In my 20s, I lived in Detroit, and I would regularly make long distance treks across the country to visit friends and family back in South Carolina. I didn't think too much about these drives. I just did it. I began to know the route like the back of my hand, and I had favorite places to stop, landmarks that helped me keep up with the time left in the drive. These were also the days before GPS, I might mention. My handy roadmap was always nearby, just in case I got tired and missed a key exit, or suddenly everything seemed unfamiliar. These long road trips to and from South Carolina, as well as other places in and around the Detroit area (including driving in Detroit itself!) just became part of my normal.
But at some point over the last few years, I started telling myself the story that I was afraid to drive in heavy traffic. On Interstates. In big cities.
I don't have an explanation for this, the closest thing I can come up with is the osmosis of 'group think.' I have noticed that driving outside of the general area where they live seems to be a 'last frontier' for many women. If they are married or in a serious relationship, they often don't do any long distance or heavy traffic driving. It's left to their husband or partner. I have had many even tell me directly, "I don't do any more driving than I have to."
I think, somewhere over the years, I began telling myself this was my story, too. But it isn't. I had to step out of this story and own the one that had been mine before, years ago - that I am a competent and capable driver. That I can navigate long distances, interstates and heavy metropolitan traffic now just as easily I did in my 20s, when I lived and drove in one of the biggest cities in the United States.
The result of this mindset shift was Summer Road Trip 2019! We took off to visit a place I have wanted to see for as long as I can remember - Amish Country in Pennsylvania.
Lancaster County, I love you!!! |
Lancaster County Yarns and Wools/Labadie Looms. Best yarn store ever! |
We also visited some friends who live in New Jersey, but very close to Philadelphia, so we were able to spend some time in Philly! It was great to see them and experience the city. So many fun and happy memories made!
Philadelphia by sunset, from the Cooper River Bridge in Cherry Hill, NJ |
These friends were kind enough to take us north a bit to visit another friend who lives right outside of New York City. I haven't seen her in over 10 years, and it was great to be together again, see her area of the world, have a chocolate raspberry coffee at the shop where she performs live several times a month.
It was such a great trip and amazing time there...I could easily digress and let this slip into a travel blog, so I will pause here to say, yes, I did it afraid. Totally. Afraid of getting lost. Afraid I would have car trouble and be stranded. Afraid of having an accident. Afraid of driving in heavy traffic. But none of these fears were founded in anything other than the abstract concept that these things can and do happen. Not just on long road trips, but also driving around our own towns and communities. And I will tell you a secret - there's an amazing sense of empowerment that comes from rewriting your story, changing your mindset, rephrasing your current dialogue.
Yes, there were times the drive was scary. But not outside of Baltimore, MD, a city so big that the Interstate runs through a tunnel underneath it; not outside of Washington, DC, where there's exit signs for Pennsylvania Avenue; not outside Richmond, VA. It got scary outside of Charlotte, NC, a city I have driven in and around numerous times and is somewhat familiar to me. I would never have imagined that this was where things might get a bit hairy, but that was the reality. Thank goodness for GPS and roadmaps, and older highways that take a bit longer but can still get one home.
I'm so glad I tackled this before "I don't drive more than I have to," became a permanent loop in my mind. And I'm sure that like so many others, I would hand over the wheel in an instant if there was someone else there to drive. It's much easier to be a passenger, after all. But being a passenger because someone else wants to drive is different than a fear of being in the driver's seat. Fear shouldn't hold us back if there's places we want to go and things we want to see and no other driver to take us there. We should be able to slip into the driver's seat, not only of our cars, but of our own lives, when the urge to see and do and be someplace new is the one we need to follow, and we are the only means of getting ourselves there.
Good reflections on stories we tell ourselves about ourselves, doing it scared,and that sometimes the more familiar experience is the danger not necessarily the new one! Conclusion: Do something new to you!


EXERCISE AIM => In the records below, print each line exactly and leave every image out.

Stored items
|---|

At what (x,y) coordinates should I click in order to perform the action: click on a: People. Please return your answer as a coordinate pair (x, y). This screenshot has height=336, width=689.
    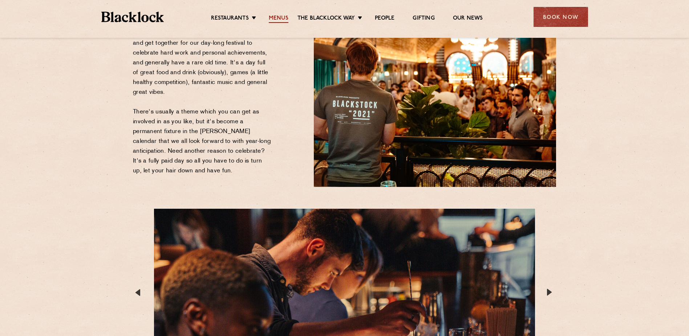
    Looking at the image, I should click on (385, 19).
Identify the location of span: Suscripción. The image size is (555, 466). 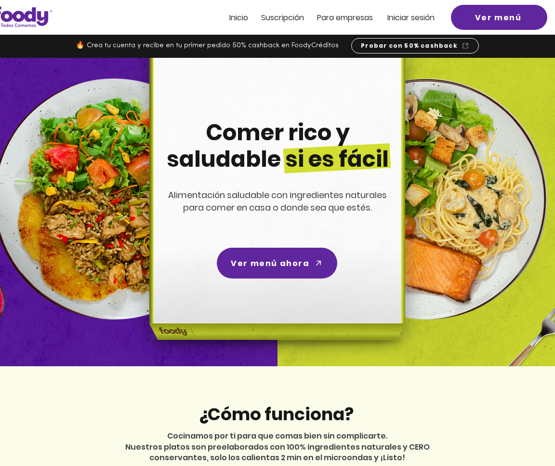
(282, 17).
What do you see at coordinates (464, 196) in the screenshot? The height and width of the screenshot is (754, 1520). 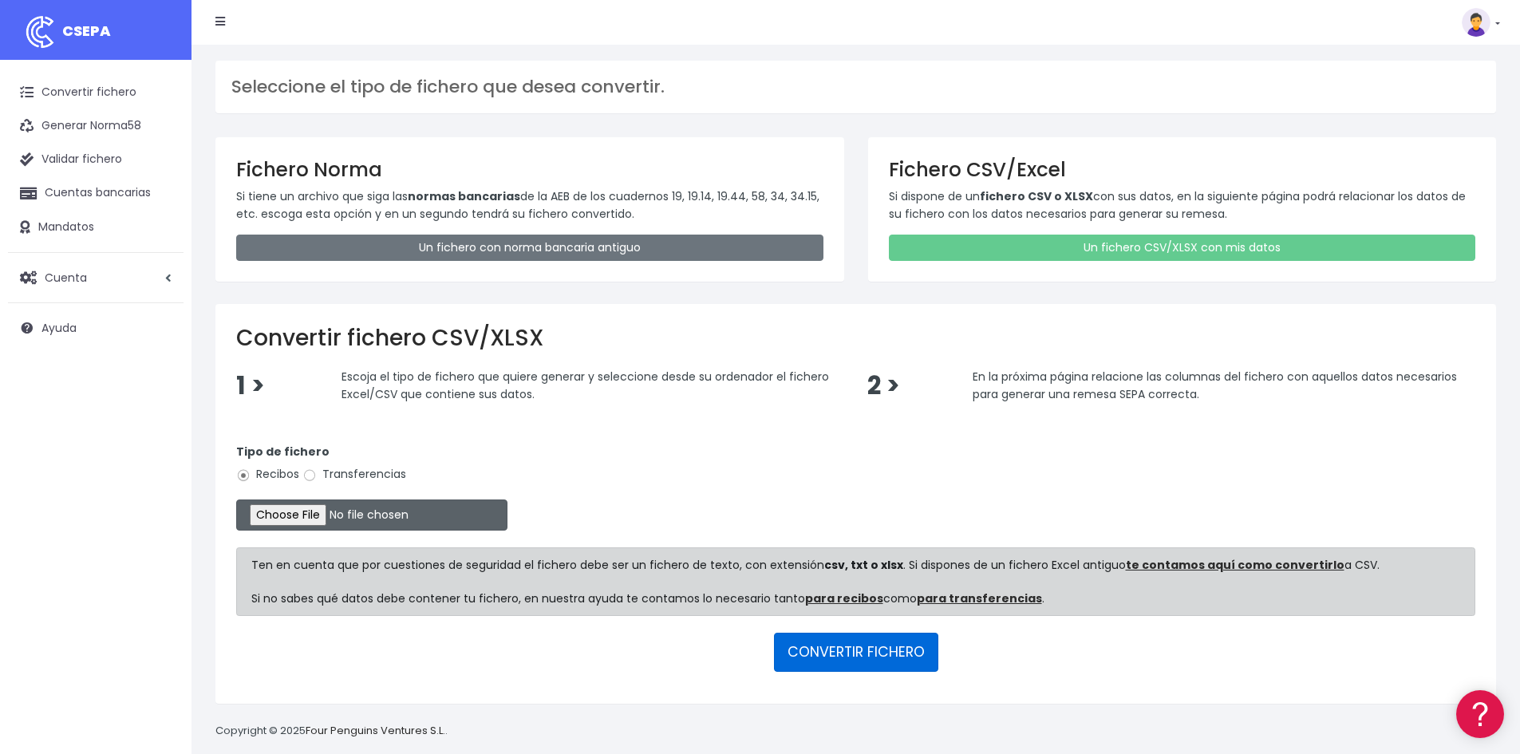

|---|

RESULT =>
At what (x,y) coordinates should I click in order to perform the action: click on a: People. Please return your answer as a coordinate pair (x, y). This screenshot has height=336, width=689.
    Looking at the image, I should click on (385, 19).
Identify the location of span: Suscripción. The image size is (555, 466). 
(282, 17).
What do you see at coordinates (464, 196) in the screenshot? The height and width of the screenshot is (754, 1520). 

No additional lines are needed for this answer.